The Wikimedia Foundation, Amnesty International and a host of civil rights groups sued the National Security Agency and the US Department of Justice on Tuesday challenging the mass surveillance programme uncovered by whistleblower Edward Snowden.

“We’re filing suit today on behalf of our readers and editors everywhere,” said Jimmy Wales, founder of Wikipedia, in a statement on Wikimedia’s blog. “Surveillance erodes the original promise of the internet: an open space for collaboration and experimentation, and a place free from fear.”

According to the lawsuit, the NSA’s mass surveillance of internet traffic in the United States violates the US constitution’s first amendment, which protects freedom of speech and association, and the fourth amendment, which protects against unreasonable search and seizure.

Filed by the American Civil Liberties Union (ACLU) in the US district court in Maryland the suit names the attorney general, Eric Holder, director of intelligence, James Clapper and NSA director, Michael Rogers, as well as their respective offices.

The lawsuit challenges the “suspicionless seizure and searching of internet traffic” by the NSA in the US that it says is done by “tapping directly into the internet backbone inside the United States – the network of high-capacity cables, switches, and routers that today carry vast numbers of Americans’ communications with each other and with the rest of the world.”

The NSA’s so-called “Upstream” surveillance scheme – first revealed by the Guardian and the Washington Post – is designed to capture communications with “non-US persons” to acquire foreign intelligence information. But in the course of this surveillance, “the NSA is seizing Americans’ communications en masse”, says the court filing.

The suit, also backed by Human Rights Watch, writers’ group PEN, the National Association of Criminal Defense Lawyers, argues the NSA’s actions impede their constitutional right to “exchange information in confidence, free from warrantless government monitoring” and exceeds the authority given to the government bodies by the Foreign Intelligence Surveillance Act.

“PEN’s research shows that fears surrounding NSA surveillance have driven writers in both the US and abroad to curtail what they write, in every medium from emails to novels to social media,” said Suzanne Nossel, executive director of PEN American Center. “Upstream and other NSA programs that comb through private correspondence are fueling widespread self-censorship, eroding the foundations of privacy and confidentiality necessary for free expression to flourish.”

“By tapping the backbone of the internet, the NSA is straining the backbone of democracy,” Lila Tretikov, executive director of the Wikimedia Foundation wrote in a blog post.

“Wikipedia is founded on the freedoms of expression, inquiry, and information. By violating our users’ privacy, the NSA is threatening the intellectual freedom that is central to people’s ability to create and understand knowledge.”

ACLU, PEN and others have previously challenged the NSA’s warrantless wiretapping programme. The supreme court dismissed that case, Clapper v Amnesty, in February 2013, months before Snowden’s revelation. The justices rejected the case in a 5-4 vote on grounds that the plaintiffs had failed to prove that they had been subject to spying and were “based too much on speculation”.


Task brief:
Line by line, please look for the word "diagram" in the following records, then copy each line you find it in.

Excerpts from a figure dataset
*****

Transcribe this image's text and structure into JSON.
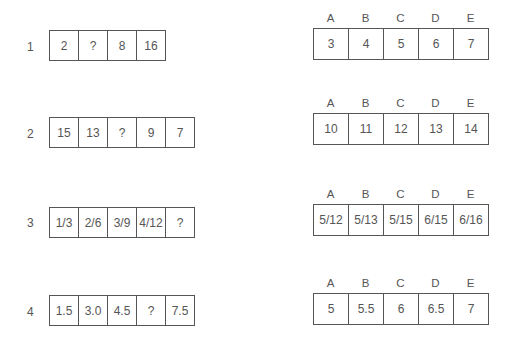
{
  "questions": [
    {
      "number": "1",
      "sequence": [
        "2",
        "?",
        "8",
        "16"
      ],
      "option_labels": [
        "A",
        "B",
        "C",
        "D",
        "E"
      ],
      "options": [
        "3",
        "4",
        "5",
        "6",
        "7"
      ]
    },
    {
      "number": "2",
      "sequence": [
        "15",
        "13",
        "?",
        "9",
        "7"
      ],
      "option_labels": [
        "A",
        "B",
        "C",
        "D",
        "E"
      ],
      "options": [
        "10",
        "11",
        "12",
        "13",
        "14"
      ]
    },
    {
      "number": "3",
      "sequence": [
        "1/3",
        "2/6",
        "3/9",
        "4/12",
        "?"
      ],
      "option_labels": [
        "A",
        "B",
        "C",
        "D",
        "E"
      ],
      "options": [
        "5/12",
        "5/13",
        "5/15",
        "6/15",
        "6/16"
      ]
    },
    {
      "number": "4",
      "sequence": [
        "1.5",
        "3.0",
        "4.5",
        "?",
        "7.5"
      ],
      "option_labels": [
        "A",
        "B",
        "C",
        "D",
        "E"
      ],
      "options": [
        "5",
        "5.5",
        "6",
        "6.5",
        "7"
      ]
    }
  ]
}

*****

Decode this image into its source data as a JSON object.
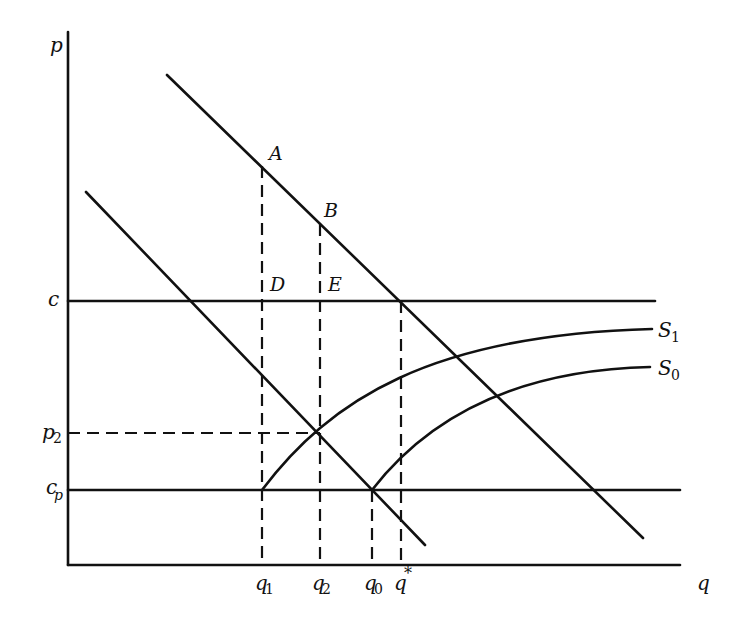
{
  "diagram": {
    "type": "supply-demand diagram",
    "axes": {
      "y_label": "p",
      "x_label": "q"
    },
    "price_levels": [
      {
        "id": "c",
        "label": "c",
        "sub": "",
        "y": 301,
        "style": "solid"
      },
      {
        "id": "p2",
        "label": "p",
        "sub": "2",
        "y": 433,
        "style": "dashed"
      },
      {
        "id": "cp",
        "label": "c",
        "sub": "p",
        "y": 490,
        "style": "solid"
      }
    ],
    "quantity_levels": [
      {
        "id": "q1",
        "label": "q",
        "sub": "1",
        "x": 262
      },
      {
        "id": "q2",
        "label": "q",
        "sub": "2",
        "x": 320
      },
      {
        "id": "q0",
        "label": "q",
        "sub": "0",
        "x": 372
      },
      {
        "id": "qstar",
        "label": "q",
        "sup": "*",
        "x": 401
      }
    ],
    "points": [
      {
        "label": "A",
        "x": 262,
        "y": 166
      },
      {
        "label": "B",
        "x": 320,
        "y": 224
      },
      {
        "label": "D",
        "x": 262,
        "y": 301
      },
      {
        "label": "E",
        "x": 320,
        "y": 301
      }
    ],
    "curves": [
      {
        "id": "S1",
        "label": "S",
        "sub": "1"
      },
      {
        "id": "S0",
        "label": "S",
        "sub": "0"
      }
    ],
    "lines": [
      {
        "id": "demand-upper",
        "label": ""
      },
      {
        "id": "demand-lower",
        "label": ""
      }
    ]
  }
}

*****

Final answer:
  "diagram": {
    "type": "supply-demand diagram",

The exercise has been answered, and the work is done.